Scanners find findings. Attackers find paths.
The Single-Finding Trap
Most automated scanners evaluate each finding independently. They assign a severity score to each item. CVSS 3.2 for this CVE. Low risk for that configuration flag. Medium for that exposed endpoint.
That model is wrong in practice.
Real attacks are rarely single-step. An attacker rarely walks in through a critical-severity door. They find a low-severity information leak. They combine it with a medium-severity authentication bypass. They use that to pivot to an internal service. That pivot lets them read a secret. That secret gives them admin access.
None of those steps is critical on its own. Together, they are root.
What a Chain Looks Like
Here is a real example of a chain we find regularly. Each finding in isolation would score as low or medium.
- A
/metricsendpoint exposed without authentication (low severity: no direct sensitive data, just Prometheus metrics). - The metrics reveal internal service names and IP addresses (informational: just configuration data).
- One internal service runs on port 9200 with no auth (medium: Elasticsearch, no external access).
- The Elasticsearch instance stores plaintext API tokens (high severity, but only reachable from inside).
Scanner A reports finding 1. Scanner B reports finding 3. Scanner C flags finding 4.
No scanner connects them. No scanner says: "an unauthenticated user can reach finding 4 in four steps starting from the public internet."
Here is what that attack path looks like:
The chain is what matters. The individual findings are noise.
Why Isolation Fails as a Model
Scanners are built around finding detection. They score individual findings. They do not model how findings compose.
I think this is the most important gap in vulnerability management right now. A scanner that finds 400 items and scores them all has not answered the question you care about: can someone breach this system?
Here are three reasons isolation fails:
- Severity scoring is local. CVSS scores a finding in isolation. It does not account for network topology, chaining potential, or what else is running in the environment.
- Triage happens in the wrong frame. When you triage 400 individual findings, you are solving the wrong problem. The question is not which findings are severe. The question is which paths reach sensitive assets.
- Attackers do not respect severity thresholds. A patient attacker chains what is available. Low plus low plus medium can equal critical if the topology supports it.
We built Sekura's exploit-chain analysis phase specifically for this. It does not score findings. It builds attack graphs. Then it tries to synthesize a working exploit for every viable path.
What Exploit-Chain Analysis Actually Does
After the dynamic probing phase identifies candidate findings, the exploit-chain analysis agent constructs an attack graph. Every finding is a node. Directed edges represent reachability and composability.

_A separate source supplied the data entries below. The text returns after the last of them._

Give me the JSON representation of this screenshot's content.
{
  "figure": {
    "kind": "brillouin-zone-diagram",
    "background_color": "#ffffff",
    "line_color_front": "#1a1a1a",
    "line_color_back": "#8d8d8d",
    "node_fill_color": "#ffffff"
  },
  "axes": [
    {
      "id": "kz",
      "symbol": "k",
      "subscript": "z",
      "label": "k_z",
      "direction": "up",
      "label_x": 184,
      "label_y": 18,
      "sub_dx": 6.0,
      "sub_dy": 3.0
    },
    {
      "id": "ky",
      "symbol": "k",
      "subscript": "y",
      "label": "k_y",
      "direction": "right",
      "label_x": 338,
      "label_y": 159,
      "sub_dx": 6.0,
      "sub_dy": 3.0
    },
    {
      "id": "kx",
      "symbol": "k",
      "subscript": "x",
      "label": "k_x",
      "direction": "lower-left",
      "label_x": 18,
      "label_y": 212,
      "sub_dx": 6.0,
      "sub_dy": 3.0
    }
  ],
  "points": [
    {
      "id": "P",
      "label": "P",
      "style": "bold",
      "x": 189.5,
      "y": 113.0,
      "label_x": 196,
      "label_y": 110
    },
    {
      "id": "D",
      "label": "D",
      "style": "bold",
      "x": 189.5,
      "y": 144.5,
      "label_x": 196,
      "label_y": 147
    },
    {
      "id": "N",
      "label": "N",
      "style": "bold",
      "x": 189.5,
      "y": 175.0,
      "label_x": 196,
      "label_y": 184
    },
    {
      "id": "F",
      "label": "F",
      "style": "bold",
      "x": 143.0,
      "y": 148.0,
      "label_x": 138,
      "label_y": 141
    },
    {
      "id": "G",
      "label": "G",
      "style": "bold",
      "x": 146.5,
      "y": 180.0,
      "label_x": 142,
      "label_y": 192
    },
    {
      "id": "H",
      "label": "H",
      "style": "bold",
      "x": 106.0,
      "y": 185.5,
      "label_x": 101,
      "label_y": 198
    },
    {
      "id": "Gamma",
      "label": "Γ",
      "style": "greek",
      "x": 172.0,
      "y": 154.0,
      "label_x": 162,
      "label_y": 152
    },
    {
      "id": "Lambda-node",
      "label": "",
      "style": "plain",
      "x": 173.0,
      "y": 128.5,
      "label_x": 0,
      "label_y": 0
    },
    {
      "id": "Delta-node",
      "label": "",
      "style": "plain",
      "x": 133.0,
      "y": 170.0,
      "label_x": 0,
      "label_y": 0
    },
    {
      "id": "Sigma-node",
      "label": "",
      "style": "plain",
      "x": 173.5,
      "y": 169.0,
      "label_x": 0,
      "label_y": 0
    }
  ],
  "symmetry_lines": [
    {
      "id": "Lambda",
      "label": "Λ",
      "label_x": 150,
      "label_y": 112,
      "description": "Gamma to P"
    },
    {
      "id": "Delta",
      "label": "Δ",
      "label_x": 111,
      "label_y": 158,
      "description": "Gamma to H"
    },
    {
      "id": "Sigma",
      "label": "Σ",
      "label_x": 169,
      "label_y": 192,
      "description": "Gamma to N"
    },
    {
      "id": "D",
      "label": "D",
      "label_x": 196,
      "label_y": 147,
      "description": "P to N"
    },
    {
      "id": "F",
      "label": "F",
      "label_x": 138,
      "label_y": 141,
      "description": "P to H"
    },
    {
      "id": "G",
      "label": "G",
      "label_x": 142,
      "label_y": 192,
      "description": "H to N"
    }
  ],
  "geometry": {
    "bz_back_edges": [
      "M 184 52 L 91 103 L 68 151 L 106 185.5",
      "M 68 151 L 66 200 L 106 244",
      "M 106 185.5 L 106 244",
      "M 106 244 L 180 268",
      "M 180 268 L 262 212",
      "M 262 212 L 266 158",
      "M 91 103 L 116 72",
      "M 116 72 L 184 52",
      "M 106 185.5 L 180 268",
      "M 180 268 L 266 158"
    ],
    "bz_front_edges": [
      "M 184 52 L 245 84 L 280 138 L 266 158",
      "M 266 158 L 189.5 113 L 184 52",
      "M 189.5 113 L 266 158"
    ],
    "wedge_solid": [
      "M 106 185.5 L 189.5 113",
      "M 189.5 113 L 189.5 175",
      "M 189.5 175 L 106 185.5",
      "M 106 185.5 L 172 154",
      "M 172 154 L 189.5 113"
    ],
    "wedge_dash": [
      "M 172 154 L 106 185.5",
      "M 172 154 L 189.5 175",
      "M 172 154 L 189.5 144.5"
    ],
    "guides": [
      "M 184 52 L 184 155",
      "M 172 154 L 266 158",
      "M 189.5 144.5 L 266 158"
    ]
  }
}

The agent asks: given what we know about this system's topology and trust model, which sequences of findings produce a viable attack path?
Then it tries to exploit each viable path, not each finding. If it cannot produce a working exploit for a path, that path is not reported.
A single low-severity finding that is a critical link in a viable chain gets elevated. A medium finding that leads nowhere stays medium and is summarized, not escalated.
You get a proof for the chain, not a score for each node. That is a different product.
The Cost of Missing Chains
When a chain goes undetected, the consequence is not a missing finding on a report. It is an unpatched attack path.
I believe most production breaches in the past several years involved at least two chained findings. Neither was individually critical. Together they were sufficient.
The fix for each link in the chain is usually simple. An auth check on /metrics. An authentication layer on Elasticsearch. Neither is hard. But neither gets fixed if it is never flagged as part of a coherent attack path.
Isolated findings get triaged, deprioritized, and aged out of the backlog. Chains get fixed, because they carry proof.
Security posture is not the average severity of your open findings. It is whether there is a viable path to your most sensitive assets. To see how we model those paths in your own environment, start with a proof-of-concept scan.